HL2's real progress came from it's lip syncing, excellent gameplay, physics and ease of use of the source engine.
 

CP5670

Diamond Member
Jun 24, 2004
5,668
768
126
Neither of those engines were all that great, at least in the way they were implemented in those particular games. D3's lighting looked heavily overexposed and washed out while HL2 was at the other extreme, with not much in the way of lighting at all. Both also had stuttering issues of different types, although D3's problem was much worse. I think Far Cry had soundly beaten them both graphically, and a few months in advance too.
 

Skacer

Banned
Jun 4, 2007
727
0
0
Originally posted by: CP5670
Neither of those engines were all that great, at least in the way they were implemented in those particular games. D3's lighting looked heavily overexposed and washed out while HL2 was at the other extreme, with not much in the way of lighting at all. Both also had stuttering issues of different types, although D3's problem was much worse. I think Far Cry had soundly beaten them both graphically, and a few months in advance too.

Stuttering and washed out graphics sound like performance issues on your machine. I guess it is common place to form an opinion based on your machine, but you should really try to troubleshoot the problem before stating it as some sort of common occurance.

FarCry's engine had absolutely horrific indoor environments. It excelled at large areas of vegetation which weren't even 3d (sprite based vegetation w/ 3d trunks) and draw distance.

Edit: I'm actually not sure how Farcry's vegetation was done, but I know it won't be true 3d until the new Crytek engine which will have real vegetation that the player model interacts with.

We will see what Doom3's engine is capable of draw distance wise with ET: Quake Wars.
 

CP5670

Diamond Member
Jun 24, 2004
5,668
768
126
No, they are well-documented issues that occur on any system. I have gotten them on several different setups regardless of the graphical settings used. I know more about D3's problem, which has to do with the physics engine getting desynchronized with the framerate at any refresh rates over 60hz. It causes a persistent frameskipping effect that can't be fully corrected without either dropping the refresh rate to 60hz or setting a command line option so that the game speed depends on the framerate. I actually played through D3 and Q4 with the latter settings, so it effectively went into slo-mo during fights, where the framerate dropped. :p

Far Cry's indoor sections were a mixed bag, but some areas were easily superior to anything in D3. It had a rudimentary form of parallax mapping from what I remember, similar to what was seen later in SCCT, and the HDR (after the HDR parameters were properly adjusted) made a lot of indoor sections look excellent.
 

Shadowknight

Diamond Member
May 4, 2001
3,959
3
81
What id reall needs to do to shock the world is to release an actual game, instead of charging $50 for a tech demo. I'm lookin' at you, Doom 3.
 

AlucardX

Senior member
May 20, 2000
647
0
76
Originally posted by: shortylickens
Originally posted by: Bateluer
Doom 3 was a lousy game, but a damn impressive engine.
Thats exactly how I feel. Felt that way about Quake 3 as well.
And the Quake 3 engine was used in a CRAPLOAD of games outside of Id.

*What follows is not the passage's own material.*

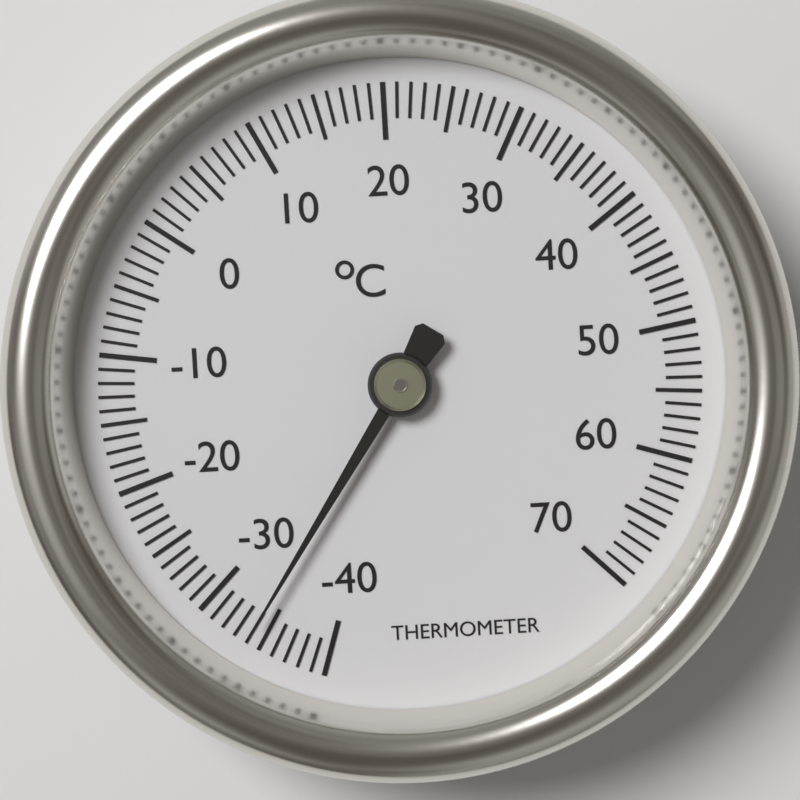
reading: -34 °C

I keep hoping for a KOTOR 3 with a slightly newer engine like Unreal 2 or Crytek or Source.

huh that sucks.. i was just playing some rocket arena 3 last night :beer:
 

CP5670

Diamond Member
Jun 24, 2004
5,668
768
126
Originally posted by: Shadowknight
What id reall needs to do to shock the world is to release an actual game, instead of charging $50 for a tech demo. I'm lookin' at you, Doom 3.

I actually liked the game itself apart from the graphics engine. The "scary" factor was nonexistent, but the combat and weapons were generally cool and the PDAs added a lot of depth to an otherwise generic story.